Rubik’s roots really help them to rock

By Jordyn Marcellus

After Finnish pop-metal band Lordi won the famously fickle Eurovision Song Contest, most people thought the only music coming out of the Scandinavian country was headbanging tunes. Rubik proudly show the music scene in Finland isn’t just brutally fast, guitar-shredding black metal bands.

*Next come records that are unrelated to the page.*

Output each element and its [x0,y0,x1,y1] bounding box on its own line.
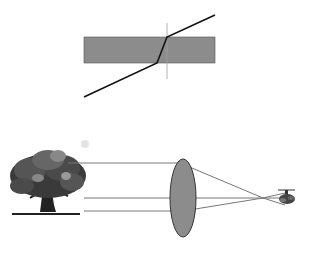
faint-spot [81,140,89,148]
refraction-figure [84,15,215,97]
inverted-tree-image-icon [278,190,295,204]
glass-slab [84,37,215,63]
tree-icon [10,150,86,214]
lens-figure [10,140,295,237]
convex-lens [170,159,196,237]
optics-diagram [0,0,309,254]
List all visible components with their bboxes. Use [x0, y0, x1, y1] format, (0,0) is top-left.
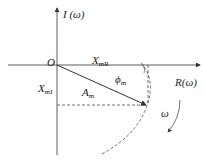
xmi-label: XmI [38, 83, 53, 96]
omega-arrow [168, 100, 180, 132]
nyquist-diagram [0, 0, 204, 161]
real-axis-label: R(ω) [175, 77, 197, 88]
origin-label: O [47, 57, 55, 68]
am-label: Am [82, 87, 94, 100]
omega-label: ω [161, 108, 169, 119]
vector-am [57, 65, 146, 105]
imaginary-axis-label: I (ω) [63, 9, 85, 20]
phase-arc [143, 65, 145, 73]
phim-label: ϕm [115, 74, 126, 87]
xmr-label: XmR [92, 55, 109, 68]
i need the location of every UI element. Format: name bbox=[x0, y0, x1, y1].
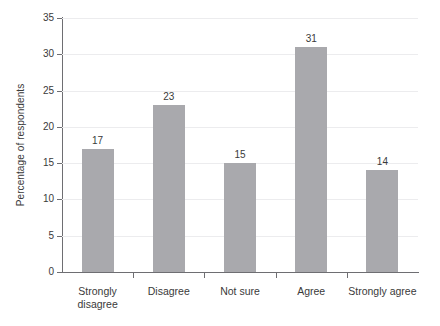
x-axis-category-label: Not sure bbox=[204, 285, 275, 298]
y-axis-tick-label: 30 bbox=[28, 49, 54, 59]
x-axis-tick-mark bbox=[133, 273, 134, 278]
gridline bbox=[62, 54, 418, 55]
y-axis-tick-mark bbox=[57, 163, 62, 164]
y-axis-tick-label: 20 bbox=[28, 122, 54, 132]
x-axis-category-label: Agree bbox=[276, 285, 347, 298]
y-axis-tick-mark bbox=[57, 127, 62, 128]
y-axis-tick-mark bbox=[57, 91, 62, 92]
bar[interactable] bbox=[153, 105, 185, 272]
bar[interactable] bbox=[366, 170, 398, 272]
x-axis-category-label: Strongly disagree bbox=[62, 285, 133, 311]
y-axis-tick-mark bbox=[57, 54, 62, 55]
y-axis-tick-label: 0 bbox=[28, 267, 54, 277]
x-axis-category-label: Disagree bbox=[133, 285, 204, 298]
y-axis-tick-mark bbox=[57, 18, 62, 19]
y-axis-tick-mark bbox=[57, 236, 62, 237]
bar[interactable] bbox=[224, 163, 256, 272]
y-axis-tick-mark bbox=[57, 272, 62, 273]
x-axis-tick-mark bbox=[347, 273, 348, 278]
x-axis-tick-mark bbox=[204, 273, 205, 278]
bar-value-label: 17 bbox=[73, 135, 123, 146]
bar-value-label: 31 bbox=[286, 33, 336, 44]
bar-value-label: 15 bbox=[215, 149, 265, 160]
x-axis-tick-mark bbox=[276, 273, 277, 278]
x-axis-line bbox=[62, 272, 419, 273]
y-axis-tick-label: 15 bbox=[28, 158, 54, 168]
y-axis-tick-label: 25 bbox=[28, 86, 54, 96]
gridline bbox=[62, 18, 418, 19]
y-axis-title: Percentage of respondents bbox=[14, 18, 28, 272]
y-axis-tick-label: 35 bbox=[28, 13, 54, 23]
bar[interactable] bbox=[295, 47, 327, 272]
y-axis-tick-label: 5 bbox=[28, 231, 54, 241]
bar[interactable] bbox=[82, 149, 114, 272]
bar-value-label: 23 bbox=[144, 91, 194, 102]
gridline bbox=[62, 127, 418, 128]
y-axis-tick-label: 10 bbox=[28, 194, 54, 204]
x-axis-category-label: Strongly agree bbox=[347, 285, 418, 298]
gridline bbox=[62, 91, 418, 92]
bar-chart: Percentage of respondents 05101520253035… bbox=[0, 0, 440, 326]
y-axis-tick-mark bbox=[57, 199, 62, 200]
bar-value-label: 14 bbox=[357, 156, 407, 167]
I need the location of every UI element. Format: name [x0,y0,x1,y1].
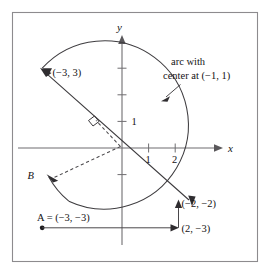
x-axis-arrowhead [214,144,223,152]
right-angle-marker [89,116,100,126]
arc-note-line-2: center at (−1, 1) [163,70,231,82]
arc-note-pointer-arrowhead [161,96,170,102]
horizontal-translation-arrowhead [171,224,180,231]
label-point-neg2-neg2: (−2, −2) [182,198,217,210]
y-axis-label: y [116,21,122,33]
label-point-2-neg3: (2, −3) [182,223,211,235]
solid-line-group [40,68,196,206]
arc-note-line-1: arc with [171,56,206,67]
figure-container: x y 1 2 1 (−3, 3) arc with center at (−1… [0,0,270,274]
x-tick-label-2: 2 [172,154,177,165]
label-point-b: B [28,170,35,181]
solid-line-segment [45,72,189,200]
arc-arrowhead-at-b [47,174,59,182]
y-tick-label-1: 1 [132,116,137,127]
label-point-neg3-3: (−3, 3) [53,67,82,79]
dashed-line-segment [52,147,121,179]
label-point-a: A = (−3, −3) [37,212,90,224]
dashed-line-group [52,121,121,179]
figure-border [13,13,258,262]
dashed-line-upper-extension [96,121,121,147]
coordinate-plot-svg: x y 1 2 1 (−3, 3) arc with center at (−1… [0,0,270,274]
arc-note-pointer-line [166,85,181,98]
x-tick-label-1: 1 [146,154,151,165]
x-axis-label: x [227,142,233,154]
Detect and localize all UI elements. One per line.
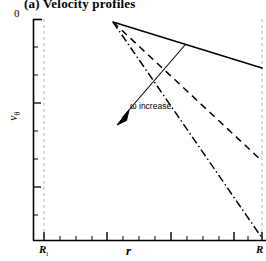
omega-arrow-shaft [122, 45, 185, 118]
y-axis-ticks [34, 47, 41, 215]
velocity-profile-curves [113, 22, 262, 238]
velocity-curve-dashed [113, 22, 262, 161]
x-axis-ticks [44, 232, 262, 240]
velocity-profiles-figure: (a) Velocity profiles 0 vθ r Ri R ω incr… [0, 0, 266, 261]
axes [33, 19, 266, 241]
velocity-curve-dash-dot [113, 22, 262, 238]
omega-arrow-head [117, 110, 129, 125]
velocity-curve-solid [113, 22, 262, 68]
plot-canvas [0, 0, 266, 261]
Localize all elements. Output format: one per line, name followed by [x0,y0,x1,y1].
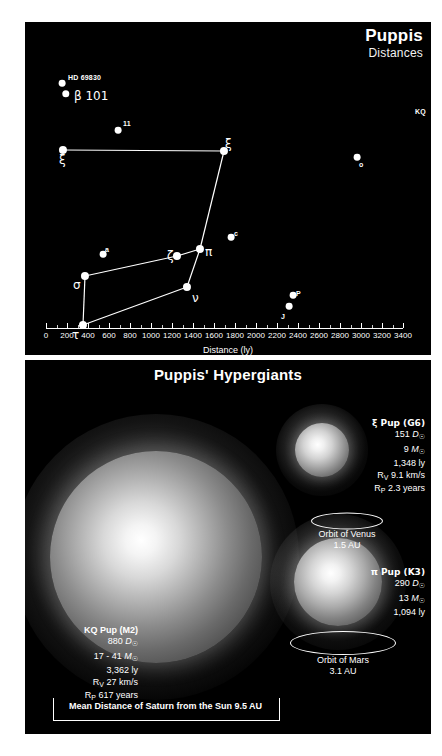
star-point [173,252,181,260]
star-point [62,90,69,97]
star-label: c [234,230,238,237]
axis-tick-label: 3400 [394,331,412,340]
pi-pup-mass: 13 M☉ [371,593,425,607]
axis-tick-minor [309,325,310,328]
star-label: ζ [167,250,174,262]
xi-pup-rv: RV 9.1 km/s [372,470,425,483]
axis-tick-label: 3200 [373,331,391,340]
mars-orbit-label: Orbit of Mars 3.1 AU [317,655,369,677]
axis-tick-minor [141,325,142,328]
star-label: HD 69830 [68,74,101,81]
kq-pup-name: KQ Pup (M2) [30,625,138,636]
star-label: σ [73,279,81,291]
distances-panel: Puppis Distances HD 69830β 10111ξξoKQaζπ… [25,22,431,355]
star-point [59,80,66,87]
kq-pup-diameter: 880 D☉ [30,636,138,650]
axis-tick-minor [393,325,394,328]
kq-pup-distance: 3,362 ly [30,665,138,676]
axis-tick [361,323,362,328]
axis-tick [298,323,299,328]
venus-orbit-name: Orbit of Venus [318,529,375,540]
axis-tick-label: 600 [102,331,115,340]
hypergiants-stage: Orbit of Venus 1.5 AU Orbit of Mars 3.1 … [25,360,431,734]
mars-orbit-ellipse [290,631,396,655]
pi-pup-datablock: π Pup (K3) 290 D☉ 13 M☉ 1,094 ly [371,567,425,619]
star-label: ν [192,292,199,304]
hypergiants-panel: Puppis' Hypergiants Orbit of Venus 1.5 A… [25,360,431,734]
axis-tick-minor [330,325,331,328]
axis-tick [109,323,110,328]
axis-tick-label: 0 [44,331,48,340]
axis-tick-minor [267,325,268,328]
mars-orbit-name: Orbit of Mars [317,655,369,666]
axis-tick [235,323,236,328]
axis-tick [319,323,320,328]
mars-orbit-value: 3.1 AU [317,666,369,677]
axis-tick-minor [162,325,163,328]
axis-tick [256,323,257,328]
axis-tick [172,323,173,328]
star-label: β 101 [74,90,108,102]
kq-pup-mass: 17 - 41 M☉ [30,651,138,665]
axis-tick-minor [57,325,58,328]
star-label: a [105,246,109,253]
xi-pup-name: ξ Pup (G6) [372,418,425,429]
axis-tick [340,323,341,328]
xi-pup-mass: 9 M☉ [372,444,425,458]
xi-pup-diameter: 151 D☉ [372,429,425,443]
axis-tick-minor [288,325,289,328]
axis-tick [46,323,47,328]
star-point [196,245,204,253]
venus-orbit-label: Orbit of Venus 1.5 AU [318,529,375,551]
distance-axis: 0200400600800100012001400160018002000220… [25,318,431,355]
axis-tick [214,323,215,328]
axis-tick [277,323,278,328]
axis-tick-label: 800 [123,331,136,340]
axis-tick-label: 1400 [184,331,202,340]
axis-tick-label: 400 [81,331,94,340]
kq-pup-datablock: KQ Pup (M2) 880 D☉ 17 - 41 M☉ 3,362 ly R… [30,625,138,703]
star-point [183,283,191,291]
star-label: KQ [415,108,426,115]
saturn-scalebar-label: Mean Distance of Saturn from the Sun 9.5… [53,696,278,716]
axis-line [46,328,403,329]
axis-tick-minor [351,325,352,328]
axis-tick-label: 2800 [331,331,349,340]
venus-orbit-value: 1.5 AU [318,540,375,551]
axis-tick [193,323,194,328]
axis-tick-minor [225,325,226,328]
star-point [354,154,361,161]
axis-tick [382,323,383,328]
axis-tick-minor [246,325,247,328]
axis-tick-label: 1000 [142,331,160,340]
star-label: o [359,161,363,168]
axis-tick-minor [372,325,373,328]
axis-tick-label: 2000 [247,331,265,340]
xi-pup-rp: RP 2.3 years [372,483,425,496]
axis-tick-label: 200 [60,331,73,340]
venus-orbit-ellipse [311,513,383,530]
star-label: π [205,246,212,258]
axis-tick-label: 2600 [310,331,328,340]
star-label: ξ [225,138,232,150]
axis-tick [151,323,152,328]
axis-tick-label: 3000 [352,331,370,340]
axis-tick-label: 1600 [205,331,223,340]
axis-tick-minor [120,325,121,328]
pi-pup-sphere [294,538,382,626]
star-point [286,303,293,310]
star-label: 11 [123,120,131,127]
star-point [81,272,89,280]
pi-pup-distance: 1,094 ly [371,607,425,618]
pi-pup-name: π Pup (K3) [371,567,425,578]
axis-tick-minor [99,325,100,328]
kq-pup-rv: RV 27 km/s [30,677,138,690]
axis-tick-minor [78,325,79,328]
axis-tick-label: 2400 [289,331,307,340]
xi-pup-distance: 1,348 ly [372,458,425,469]
xi-pup-sphere [295,423,349,477]
xi-pup-datablock: ξ Pup (G6) 151 D☉ 9 M☉ 1,348 ly RV 9.1 k… [372,418,425,496]
axis-tick-label: 1200 [163,331,181,340]
axis-tick-label: 2200 [268,331,286,340]
axis-tick-minor [204,325,205,328]
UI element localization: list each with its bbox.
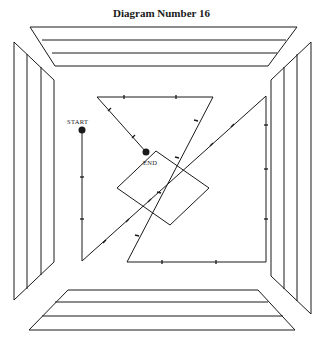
- maze-path: [82, 96, 266, 262]
- top-panel: [30, 27, 297, 66]
- path-ticks: [80, 95, 268, 264]
- right-panel: [271, 42, 311, 314]
- end-marker: [143, 149, 150, 156]
- start-marker: [79, 127, 86, 134]
- bottom-panel: [29, 290, 295, 330]
- left-panel: [14, 42, 54, 300]
- end-label: END: [143, 159, 157, 166]
- diagram-canvas: START END: [0, 0, 323, 341]
- start-label: START: [67, 118, 88, 125]
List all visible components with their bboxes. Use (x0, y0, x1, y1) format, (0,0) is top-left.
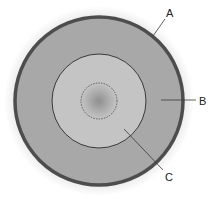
concentric-layers-diagram: A B C (0, 0, 222, 199)
label-b: B (199, 95, 206, 107)
label-a: A (166, 7, 174, 19)
label-c: C (165, 171, 173, 183)
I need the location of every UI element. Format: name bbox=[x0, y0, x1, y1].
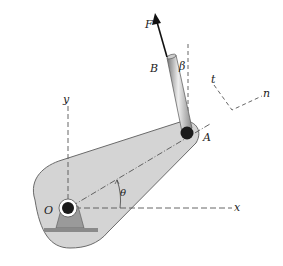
label-theta: θ bbox=[120, 187, 126, 198]
force-arrow bbox=[157, 22, 167, 57]
label-y: y bbox=[62, 93, 70, 106]
label-b: B bbox=[149, 62, 158, 75]
label-a: A bbox=[202, 131, 211, 144]
force-arrowhead bbox=[152, 13, 161, 25]
label-n: n bbox=[263, 87, 270, 100]
tn-axes bbox=[214, 85, 262, 110]
ground-base bbox=[44, 228, 98, 232]
label-x: x bbox=[234, 201, 241, 214]
pin-a bbox=[181, 127, 194, 140]
label-o: O bbox=[44, 204, 53, 217]
label-t: t bbox=[211, 73, 216, 86]
mechanics-diagram: F B β t n y A O θ x bbox=[0, 0, 283, 266]
label-force: F bbox=[144, 18, 153, 31]
label-beta: β bbox=[178, 60, 185, 73]
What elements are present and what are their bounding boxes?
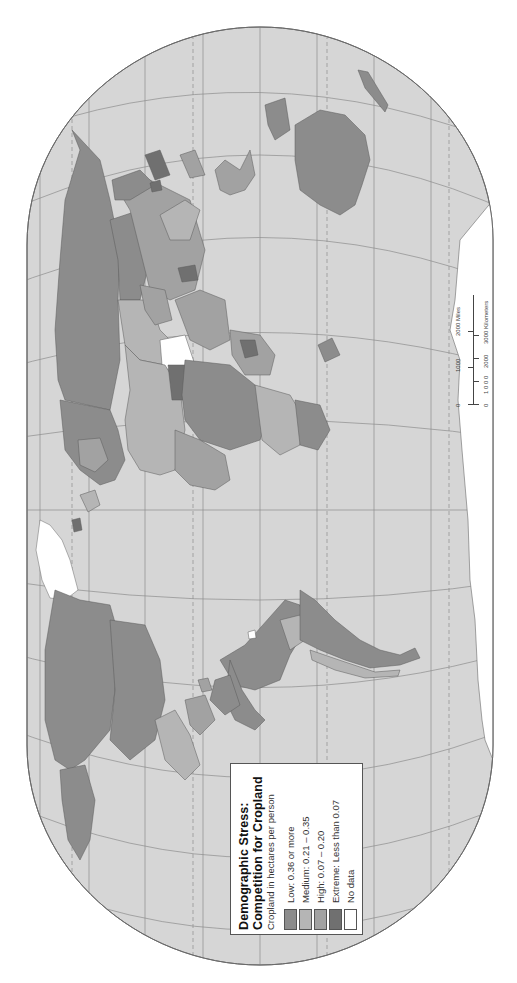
legend-label-low: Low: 0.36 or more <box>285 826 296 903</box>
scale-km-3000: 3000 Kilometers <box>483 301 489 344</box>
legend-title-line1: Demographic Stress: <box>237 770 251 930</box>
legend-item-high: High: 0.07 – 0.20 <box>313 770 328 930</box>
legend-subtitle: Cropland in hectares per person <box>265 770 277 930</box>
legend-title-line2: Competition for Cropland <box>251 770 265 930</box>
legend-label-medium: Medium: 0.21 – 0.35 <box>300 816 311 903</box>
scale-km-0: 0 <box>483 404 489 407</box>
scale-miles-0: 0 <box>455 404 461 407</box>
legend-swatch-medium <box>299 909 312 930</box>
scale-bar: 0 1000 2000 Miles 0 1 0 0 0 2000 3000 Ki… <box>452 283 498 408</box>
legend-item-low: Low: 0.36 or more <box>283 770 298 930</box>
legend-item-no-data: No data <box>343 770 358 930</box>
scale-km-2000: 2000 <box>483 355 489 368</box>
legend-label-high: High: 0.07 – 0.20 <box>315 831 326 903</box>
legend-label-extreme: Extreme: Less than 0.07 <box>330 800 341 903</box>
legend-label-no-data: No data <box>345 870 356 903</box>
legend-item-medium: Medium: 0.21 – 0.35 <box>298 770 313 930</box>
scale-miles-1000: 1000 <box>455 359 461 372</box>
scale-line <box>473 295 474 405</box>
scale-miles-2000: 2000 Miles <box>455 307 461 336</box>
legend-swatch-low <box>284 909 297 930</box>
legend-swatch-extreme <box>329 909 342 930</box>
legend-swatch-high <box>314 909 327 930</box>
legend: Demographic Stress: Competition for Crop… <box>230 763 363 935</box>
scale-km-1000: 1 0 0 0 <box>483 376 489 394</box>
legend-item-extreme: Extreme: Less than 0.07 <box>328 770 343 930</box>
legend-swatch-no-data <box>344 909 357 930</box>
iceland <box>72 518 82 532</box>
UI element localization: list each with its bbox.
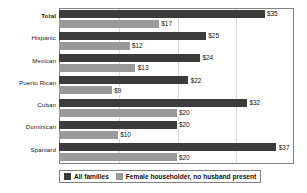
category-row-dominican: Dominican $20 $10	[0, 119, 307, 141]
bar-female-householder	[59, 131, 118, 139]
legend-item-all-families: All families	[64, 173, 109, 181]
bar-group-all-families: $32	[59, 99, 294, 107]
bar-value-all-families: $37	[278, 144, 291, 152]
legend-item-female-householder: Female householder, no husband present	[116, 173, 256, 181]
bar-value-all-families: $20	[178, 121, 191, 129]
bar-female-householder	[59, 86, 112, 94]
bar-value-all-families: $35	[266, 10, 279, 18]
bar-all-families	[59, 99, 247, 107]
bar-all-families	[59, 32, 206, 40]
category-row-total: Total $35 $17	[0, 8, 307, 30]
bar-female-householder	[59, 42, 130, 50]
bar-group-female-householder: $13	[59, 64, 294, 72]
bar-value-female-householder: $13	[137, 64, 150, 72]
bar-all-families	[59, 121, 177, 129]
category-label: Dominican	[0, 123, 56, 131]
bar-all-families	[59, 143, 276, 151]
bar-value-all-families: $24	[201, 54, 214, 62]
bar-group-female-householder: $17	[59, 20, 294, 28]
bar-value-female-householder: $20	[178, 154, 191, 162]
legend-label: Female householder, no husband present	[126, 173, 256, 181]
bar-female-householder	[59, 153, 177, 161]
category-row-spaniard: Spaniard $37 $20	[0, 142, 307, 164]
category-label: Spaniard	[0, 146, 56, 154]
category-label: Total	[0, 12, 56, 20]
category-label: Puerto Rican	[0, 79, 56, 87]
bar-all-families	[59, 76, 188, 84]
bar-value-all-families: $32	[248, 99, 261, 107]
category-label: Hispanic	[0, 34, 56, 42]
legend-swatch-icon	[64, 173, 71, 180]
bar-group-female-householder: $12	[59, 42, 294, 50]
bar-group-all-families: $35	[59, 10, 294, 18]
bar-chart: Total $35 $17 Hispanic $25 $12 Mexican	[0, 0, 307, 193]
bar-value-all-families: $25	[207, 32, 220, 40]
category-row-cuban: Cuban $32 $20	[0, 97, 307, 119]
category-label: Cuban	[0, 101, 56, 109]
bar-female-householder	[59, 109, 177, 117]
category-row-puerto-rican: Puerto Rican $22 $9	[0, 75, 307, 97]
legend-label: All families	[74, 173, 109, 181]
category-label: Mexican	[0, 57, 56, 65]
chart-legend: All families Female householder, no husb…	[59, 170, 261, 183]
bar-group-female-householder: $20	[59, 109, 294, 117]
category-row-hispanic: Hispanic $25 $12	[0, 30, 307, 52]
chart-rows: Total $35 $17 Hispanic $25 $12 Mexican	[0, 8, 307, 164]
legend-swatch-icon	[116, 173, 123, 180]
bar-value-female-householder: $10	[119, 131, 132, 139]
bar-group-all-families: $25	[59, 32, 294, 40]
bar-group-female-householder: $10	[59, 131, 294, 139]
bar-female-householder	[59, 64, 135, 72]
bar-female-householder	[59, 20, 159, 28]
bar-all-families	[59, 54, 200, 62]
bar-group-female-householder: $20	[59, 153, 294, 161]
bar-value-female-householder: $9	[113, 87, 122, 95]
category-row-mexican: Mexican $24 $13	[0, 53, 307, 75]
bar-group-all-families: $24	[59, 54, 294, 62]
bar-group-female-householder: $9	[59, 86, 294, 94]
bar-value-all-families: $22	[190, 77, 203, 85]
bar-all-families	[59, 10, 265, 18]
bar-group-all-families: $20	[59, 121, 294, 129]
bar-value-female-householder: $17	[160, 20, 173, 28]
bar-value-female-householder: $20	[178, 109, 191, 117]
bar-group-all-families: $37	[59, 143, 294, 151]
bar-group-all-families: $22	[59, 76, 294, 84]
bar-value-female-householder: $12	[131, 42, 144, 50]
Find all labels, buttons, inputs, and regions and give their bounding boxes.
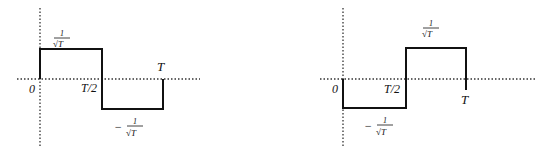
period-label: T <box>461 92 469 107</box>
neg-denominator: √T <box>376 127 387 137</box>
pos-numerator: 1 <box>60 29 64 38</box>
left-waveform: 0 T/2 T 1 √T − 1 √T <box>17 8 200 146</box>
pos-denominator: √T <box>53 39 64 49</box>
period-label: T <box>157 59 165 74</box>
neg-sign: − <box>364 119 372 133</box>
half-period-label: T/2 <box>81 81 97 95</box>
pos-denominator: √T <box>422 29 433 39</box>
pos-numerator: 1 <box>429 19 433 28</box>
origin-label: 0 <box>29 82 35 96</box>
origin-label: 0 <box>332 82 338 96</box>
right-waveform: 0 T/2 T 1 √T − 1 √T <box>320 8 535 146</box>
neg-numerator: 1 <box>133 117 137 126</box>
neg-sign: − <box>114 120 122 134</box>
neg-denominator: √T <box>126 128 137 138</box>
waveform-line <box>40 49 163 109</box>
neg-numerator: 1 <box>383 116 387 125</box>
half-period-label: T/2 <box>384 82 400 96</box>
diagram-canvas: 0 T/2 T 1 √T − 1 √T 0 T/2 T 1 √T − 1 √T <box>0 0 547 148</box>
waveform-line <box>343 48 466 108</box>
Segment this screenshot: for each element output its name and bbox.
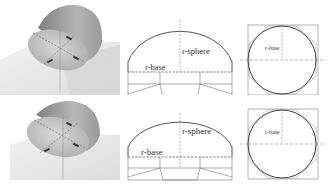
r-sphere-label: r-sphere — [182, 126, 211, 136]
r-base-label: r-base — [141, 147, 163, 157]
dome-plan-diagram: r-base — [240, 95, 333, 190]
plan-bottom: r-base — [240, 95, 333, 190]
render-bottom — [0, 95, 120, 190]
dome-profile-diagram: r-sphere r-base — [120, 0, 240, 95]
r-sphere-label: r-sphere — [182, 46, 210, 56]
r-base-label: r-base — [145, 62, 166, 72]
profile-bottom: r-sphere r-base — [120, 95, 240, 190]
dome-plan-diagram: r-base — [240, 0, 333, 95]
plan-top: r-base — [240, 0, 333, 95]
dome-profile-diagram: r-sphere r-base — [120, 95, 240, 190]
r-base-label: r-base — [265, 45, 280, 51]
r-base-label: r-base — [265, 129, 280, 135]
profile-top: r-sphere r-base — [120, 0, 240, 95]
dome-render-image — [0, 95, 120, 190]
render-top — [0, 0, 120, 95]
dome-render-image — [0, 0, 120, 95]
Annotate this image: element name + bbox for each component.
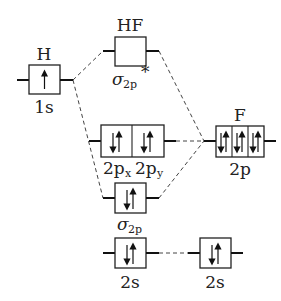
dash-h-to-sigma — [73, 80, 103, 198]
2px-subscript: x — [125, 167, 132, 180]
h-atom-label: H — [37, 44, 52, 64]
sigma-subscript: 2p — [128, 223, 142, 236]
mo-2s-box — [115, 238, 146, 268]
h-1s-orbital: H 1s — [17, 44, 73, 117]
nonbonding-2p-orbitals: 2p x 2p y — [89, 125, 176, 180]
dash-h-to-sigma-star — [73, 51, 103, 80]
2py-label: 2p — [135, 158, 157, 178]
dash-sigma-star-to-f — [159, 51, 204, 141]
f-2s-orbital: 2s — [188, 238, 243, 292]
h-1s-label: 1s — [34, 97, 54, 117]
mo-diagram: H 1s HF σ 2p * 2p x 2p y σ — [0, 0, 281, 301]
mo-2s-label: 2s — [120, 272, 140, 292]
f-atom-label: F — [234, 105, 246, 125]
2py-subscript: y — [156, 167, 164, 180]
dash-sigma-to-f — [159, 141, 204, 198]
f-2p-orbitals: F 2p — [204, 105, 276, 179]
sigma-2p-orbital: σ 2p — [103, 183, 159, 236]
2px-label: 2p — [103, 158, 125, 178]
f-2p-box — [216, 126, 264, 157]
sigma-star-orbital: HF σ 2p * — [103, 15, 159, 91]
f-2s-box — [200, 238, 231, 268]
sigma-star-subscript: 2p — [123, 78, 137, 91]
hf-molecule-label: HF — [117, 15, 144, 35]
f-2p-label: 2p — [229, 159, 251, 179]
f-2s-label: 2s — [205, 272, 225, 292]
mo-2s-orbital: 2s — [103, 238, 159, 292]
sigma-2p-box — [115, 183, 146, 213]
sigma-star-superscript: * — [141, 62, 150, 82]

“The majority of those bands that have broke, and gotten out of Finland as well, are metal bands,” says vocalist and multi-instrumentalist Arturri Taira from his home in Helsinki. “Metal has penetrated on every level of life in Finland. Our PM can throw the horns with his fingers and say ‘I like Lordi, I like metal.’ “

The art rockers, who have been compared to critical darlings like TV On The Radio and Animal Collective, are in the process of releasing their album Dada Bandits in North America. Loaded with weird and wonderful songs like “Goji Berries,” a spastic pop track which moves back and forth from Unicorns-esque spacey vocals to stomp-and-crash drums before finally bursting without fanfare like a child’s too-large bubble. Bandits is full of brilliantly composed tracks, truly amazing work from the Finnish unknowns.

Despite the myopic view of North American music journalists, Taira explains that Finland has a lot of great acts which only need one big break to get their music out there internationally.

“I think [Finland] has a pretty good indie scene — a pretty good underground scene as well,” he says. “It actually has stayed underground — or not as such of course — but those are not the kind of bands that fill the tabloids or get any airplay. They are very good and they gather a pretty big audience. At least in the big cities.”

Whereas places like Canada have multiple resources for independent music to get out — college radio, alternative weeklies, the CBC — it is different in smaller countries like Finland. Taira remains upbeat, saying it is the best time to make music anywhere, especially in his native country.

“We’re living in pretty exciting times, especially in consideration of what was going on 10 years ago,” he argues. “We had few metal bands. We had some indie scene, but the time wasn’t right for that.”

Yet, for Finnish bands, there’s one major issue: to make it locally, you need to sing in the native tongue. But for international success, it’s commonly accepted wisdom that it’s hard to break in English-speaking countries without English lyrics.

“[Finnish songs have] been in our culture for, like, 50-60 years,” Taira explains. “It started in the ’40s and ’50s when big international hits were translated into Finnish and I think that kind of started the heritage of Finnish songs.”

This is easily explained by the country’s relative youth. Finland declared independence from the Russian Empire in 1917 and was recognized on January 4 1918, so their own culture is very important to them.

“We don’t have a long heritage,” says Taira. “We’re kind of a newcomer in our independency. We haven’t been around for even a hundred years yet. It kind of created a demanded for a strong sense of nationality and that has had a really huge part of why the most popular bands in Finland sing in Finnish.”

For Rubik, who sing in English, it’s a problem they brush off easily. Good things are happening in their home country, good things which can only lead to success in the future.  

“As I said, it’s about to change,” Taira says hopefully. “The last 10 to 15 years have become more open minded. I’m looking forward to the future — but we’ll see.”